The Hermit of Cape Rosier

by Daniel Hoffman

The hermit of Cape Rosier has three houses:
One's atop the cragged bluff that leaps
splashing spruce out of the water, hackled pines
sawing a jagged hole in heaven. There
the hermit's house is: no door, windows like wounds,
a ribcage in a hat whose brim is eaves.
You have to know the path up there to find it;
even if you know the old back trail
you have to know the cut-off to the hermit's,
and when you get there, through the thorned blackberries
with the arched gulls shrill in the steep wind
you see Keep Out No Trespassing assigned
on trees and staves. Perhaps you are not welcome.
'Hello! Hello!' The winds snatch 'Lo!' and dash it
cragward, crumpled, down. A seahawk's nest
in winter, filled with lichen and picked fishbones
would be as hospitable as is this homestead.
Why would anyone not born to feathers
seek such isolation in the sun?
All that the senses touch up here is cleanly,
scoured by solitude in the harsh height.
Yet grant a hermit reasonable cause
to abjure our fendered comforts, still one might
search his self for the natural parts of man
in scenes more clement. Not the bleak of air
but ripeness of the earth, in summertime:
sometimes, beneath the blackberries, he searches there.

The second house the hermit lives in
some people wouldn't call a house, unless
sleeping in a cave's compatible
with the human lot. No one at Harborside
knows what got into Jethro
crouching like a woodchuck in his tunnel
while a scourge of moles rips furrows his father turned.
He's got good lands back there he never touches
except a potato plot and a row of beans;
nobody knows why Jethro won't be seen
at Meeting, store, or trade; nobody knows
just how he lives there, holed up like a marmot
while rains fall, and hay rises, and teams
move from field to field in hot July.
In woods, in the dead of summer, there's the smell
of green gone sour, of flesh the owl has killed;
delicate leafmould works its webbed decay,
a footstep stirs the leaves, and simmering death
bursts from earth behind a canopy
of green hands, giddy in the wind, that grasp the sun.
The cool of cave-mouth in the hill is dank,
the spindling spider hangs numb from his wheel,
the hemlock-guarded air is cold and still.

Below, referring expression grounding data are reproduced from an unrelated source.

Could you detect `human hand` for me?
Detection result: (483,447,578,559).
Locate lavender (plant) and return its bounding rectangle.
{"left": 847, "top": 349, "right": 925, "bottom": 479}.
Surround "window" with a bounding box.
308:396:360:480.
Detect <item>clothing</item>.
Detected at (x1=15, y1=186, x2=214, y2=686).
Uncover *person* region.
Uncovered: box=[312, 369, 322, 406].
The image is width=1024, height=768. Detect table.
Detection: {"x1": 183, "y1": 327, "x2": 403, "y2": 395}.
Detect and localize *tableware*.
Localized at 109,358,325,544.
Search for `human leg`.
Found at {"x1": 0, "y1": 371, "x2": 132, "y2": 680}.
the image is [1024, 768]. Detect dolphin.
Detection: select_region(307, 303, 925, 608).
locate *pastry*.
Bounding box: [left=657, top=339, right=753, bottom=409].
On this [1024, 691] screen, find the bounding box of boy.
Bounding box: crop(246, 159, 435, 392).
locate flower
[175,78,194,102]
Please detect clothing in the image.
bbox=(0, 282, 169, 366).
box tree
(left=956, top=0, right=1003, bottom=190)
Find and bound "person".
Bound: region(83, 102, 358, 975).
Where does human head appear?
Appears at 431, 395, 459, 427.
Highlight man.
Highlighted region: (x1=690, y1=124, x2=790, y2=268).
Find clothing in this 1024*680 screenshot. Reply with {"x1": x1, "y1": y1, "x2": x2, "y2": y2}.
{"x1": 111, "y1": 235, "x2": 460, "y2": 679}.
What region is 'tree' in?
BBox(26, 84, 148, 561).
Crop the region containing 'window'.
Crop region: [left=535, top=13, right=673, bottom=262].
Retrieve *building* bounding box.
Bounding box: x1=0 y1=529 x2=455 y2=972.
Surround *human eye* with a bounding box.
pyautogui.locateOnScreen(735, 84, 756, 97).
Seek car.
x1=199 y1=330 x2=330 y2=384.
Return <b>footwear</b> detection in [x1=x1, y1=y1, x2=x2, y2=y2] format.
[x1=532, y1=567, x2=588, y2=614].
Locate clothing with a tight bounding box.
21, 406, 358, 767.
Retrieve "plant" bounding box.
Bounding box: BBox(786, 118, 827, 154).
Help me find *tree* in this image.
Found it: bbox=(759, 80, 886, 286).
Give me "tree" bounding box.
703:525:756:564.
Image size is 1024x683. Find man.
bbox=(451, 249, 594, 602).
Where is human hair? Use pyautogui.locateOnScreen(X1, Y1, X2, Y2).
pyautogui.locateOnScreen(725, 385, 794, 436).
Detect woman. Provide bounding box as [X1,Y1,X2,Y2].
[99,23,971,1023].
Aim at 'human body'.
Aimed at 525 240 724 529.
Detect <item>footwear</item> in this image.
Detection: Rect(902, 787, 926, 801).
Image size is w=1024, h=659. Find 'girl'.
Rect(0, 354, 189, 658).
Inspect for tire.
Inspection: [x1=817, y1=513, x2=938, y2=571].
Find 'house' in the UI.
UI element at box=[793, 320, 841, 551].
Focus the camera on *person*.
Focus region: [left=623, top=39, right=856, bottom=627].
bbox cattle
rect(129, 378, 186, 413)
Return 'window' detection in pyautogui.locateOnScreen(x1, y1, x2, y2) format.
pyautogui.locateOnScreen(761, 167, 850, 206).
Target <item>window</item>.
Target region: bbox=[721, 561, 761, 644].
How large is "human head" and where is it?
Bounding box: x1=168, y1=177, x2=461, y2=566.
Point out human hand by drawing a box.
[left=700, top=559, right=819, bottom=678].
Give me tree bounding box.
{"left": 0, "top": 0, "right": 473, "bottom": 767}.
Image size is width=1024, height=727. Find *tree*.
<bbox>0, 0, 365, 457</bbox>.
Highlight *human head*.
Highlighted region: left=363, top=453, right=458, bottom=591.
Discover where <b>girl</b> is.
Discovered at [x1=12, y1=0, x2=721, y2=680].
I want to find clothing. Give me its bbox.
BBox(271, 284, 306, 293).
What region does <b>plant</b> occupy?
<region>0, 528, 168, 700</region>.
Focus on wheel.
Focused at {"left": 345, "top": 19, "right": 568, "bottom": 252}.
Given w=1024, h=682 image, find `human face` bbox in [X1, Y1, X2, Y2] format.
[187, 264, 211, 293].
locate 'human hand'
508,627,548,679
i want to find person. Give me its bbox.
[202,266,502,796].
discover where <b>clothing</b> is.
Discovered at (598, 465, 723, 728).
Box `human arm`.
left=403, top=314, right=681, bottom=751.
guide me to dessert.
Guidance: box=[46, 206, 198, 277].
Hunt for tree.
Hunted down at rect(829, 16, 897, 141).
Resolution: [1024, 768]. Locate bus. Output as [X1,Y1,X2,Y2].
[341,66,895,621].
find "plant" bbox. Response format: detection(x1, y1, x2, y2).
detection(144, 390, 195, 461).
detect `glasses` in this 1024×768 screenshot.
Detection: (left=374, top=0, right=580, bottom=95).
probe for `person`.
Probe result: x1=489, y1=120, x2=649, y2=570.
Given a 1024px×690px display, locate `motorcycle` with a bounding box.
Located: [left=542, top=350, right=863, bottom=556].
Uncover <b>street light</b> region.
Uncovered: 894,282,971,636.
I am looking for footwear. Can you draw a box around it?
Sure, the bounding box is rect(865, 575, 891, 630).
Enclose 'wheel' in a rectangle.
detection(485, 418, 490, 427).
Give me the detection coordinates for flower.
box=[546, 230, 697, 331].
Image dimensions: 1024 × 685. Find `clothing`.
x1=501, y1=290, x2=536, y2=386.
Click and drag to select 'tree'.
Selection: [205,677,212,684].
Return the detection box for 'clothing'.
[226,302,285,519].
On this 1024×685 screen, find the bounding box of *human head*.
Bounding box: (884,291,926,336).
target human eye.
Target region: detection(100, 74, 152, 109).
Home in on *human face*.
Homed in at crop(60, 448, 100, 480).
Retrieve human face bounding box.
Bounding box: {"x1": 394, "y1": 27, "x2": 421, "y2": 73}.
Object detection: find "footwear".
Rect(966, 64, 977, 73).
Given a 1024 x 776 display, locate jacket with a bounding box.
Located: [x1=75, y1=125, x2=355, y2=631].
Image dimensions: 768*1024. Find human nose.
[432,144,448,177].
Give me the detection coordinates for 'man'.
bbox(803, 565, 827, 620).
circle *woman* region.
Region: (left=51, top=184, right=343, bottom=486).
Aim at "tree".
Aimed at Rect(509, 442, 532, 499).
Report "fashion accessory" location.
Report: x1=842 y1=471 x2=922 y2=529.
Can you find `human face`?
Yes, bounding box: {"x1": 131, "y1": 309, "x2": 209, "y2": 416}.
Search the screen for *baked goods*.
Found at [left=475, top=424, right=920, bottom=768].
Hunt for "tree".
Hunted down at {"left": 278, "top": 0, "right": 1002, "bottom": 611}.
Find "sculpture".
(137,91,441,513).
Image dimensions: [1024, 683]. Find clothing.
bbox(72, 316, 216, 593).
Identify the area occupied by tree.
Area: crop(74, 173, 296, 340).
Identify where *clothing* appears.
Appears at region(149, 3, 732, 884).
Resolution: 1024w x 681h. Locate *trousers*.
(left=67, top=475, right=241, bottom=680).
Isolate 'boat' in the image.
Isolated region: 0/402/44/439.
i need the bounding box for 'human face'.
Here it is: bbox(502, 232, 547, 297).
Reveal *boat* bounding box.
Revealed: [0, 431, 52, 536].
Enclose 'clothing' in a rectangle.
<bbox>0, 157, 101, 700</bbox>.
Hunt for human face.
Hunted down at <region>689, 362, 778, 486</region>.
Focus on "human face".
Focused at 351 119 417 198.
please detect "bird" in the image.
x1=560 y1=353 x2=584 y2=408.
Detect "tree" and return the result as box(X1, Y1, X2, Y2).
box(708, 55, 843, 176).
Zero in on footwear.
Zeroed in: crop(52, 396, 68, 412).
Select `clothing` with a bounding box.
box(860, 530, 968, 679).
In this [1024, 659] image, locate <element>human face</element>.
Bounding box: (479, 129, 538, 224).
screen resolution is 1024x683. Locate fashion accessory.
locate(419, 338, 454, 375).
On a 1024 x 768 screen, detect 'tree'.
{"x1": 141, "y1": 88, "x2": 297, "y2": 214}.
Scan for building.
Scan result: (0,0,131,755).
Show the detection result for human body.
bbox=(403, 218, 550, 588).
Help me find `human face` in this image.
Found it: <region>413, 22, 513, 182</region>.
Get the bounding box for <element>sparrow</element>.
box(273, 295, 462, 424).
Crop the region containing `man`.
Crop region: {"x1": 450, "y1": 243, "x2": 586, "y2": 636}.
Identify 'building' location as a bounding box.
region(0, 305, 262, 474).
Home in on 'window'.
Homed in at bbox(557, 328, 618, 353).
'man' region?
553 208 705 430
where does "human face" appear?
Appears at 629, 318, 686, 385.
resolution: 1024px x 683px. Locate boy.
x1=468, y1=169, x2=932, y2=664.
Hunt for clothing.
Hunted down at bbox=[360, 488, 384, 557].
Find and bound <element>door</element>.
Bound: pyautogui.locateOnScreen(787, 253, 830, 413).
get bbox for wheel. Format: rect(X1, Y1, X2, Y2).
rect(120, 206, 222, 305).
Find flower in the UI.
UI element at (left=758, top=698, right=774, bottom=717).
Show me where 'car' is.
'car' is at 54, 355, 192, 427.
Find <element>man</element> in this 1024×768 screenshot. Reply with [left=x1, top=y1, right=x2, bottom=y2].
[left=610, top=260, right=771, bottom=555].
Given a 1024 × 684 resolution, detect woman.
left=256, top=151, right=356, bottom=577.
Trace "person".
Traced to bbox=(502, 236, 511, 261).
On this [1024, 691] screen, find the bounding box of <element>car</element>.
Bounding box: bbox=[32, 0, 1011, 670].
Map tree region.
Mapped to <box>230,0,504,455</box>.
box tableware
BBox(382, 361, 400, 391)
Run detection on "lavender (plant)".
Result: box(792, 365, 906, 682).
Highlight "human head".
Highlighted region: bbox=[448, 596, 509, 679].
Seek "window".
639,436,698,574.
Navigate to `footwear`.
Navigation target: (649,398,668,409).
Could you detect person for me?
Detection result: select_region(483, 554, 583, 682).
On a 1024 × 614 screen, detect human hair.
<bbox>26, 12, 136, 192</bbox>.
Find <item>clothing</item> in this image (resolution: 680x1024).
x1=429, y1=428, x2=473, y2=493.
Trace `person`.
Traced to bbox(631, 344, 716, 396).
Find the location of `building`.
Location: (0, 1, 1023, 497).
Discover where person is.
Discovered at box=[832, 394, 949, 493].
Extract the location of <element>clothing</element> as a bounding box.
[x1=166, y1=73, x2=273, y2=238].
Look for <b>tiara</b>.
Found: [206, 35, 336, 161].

The other house the hermit lives in
was once a boathouse, but he has no boat.
You pass clam baskets, broken, pyramided,
and mattocks worn down at the shiny tines,
split oars, stacked driftwood, a pile or two of shells.
Peering through the fogstained saltpocked window
imagine Jethro fingering his trove:
great conches curling empty till his ear brings
titanic surfs to tunnels the silent snail
polished in solitude; bright rocks whose stain
of emerald or quartz shaft of shine the starfish
hugged beneath the tide.

Death seems nearer Jethro than it may be,
though in the village they say he's hale and sound.
Life seems precarious on his hillside,
battering windy breakers, by rot deepgnawed,
uncivil, ashake with joy and awe and wonder
at cragged Borealis
and the empty shell left on the shore.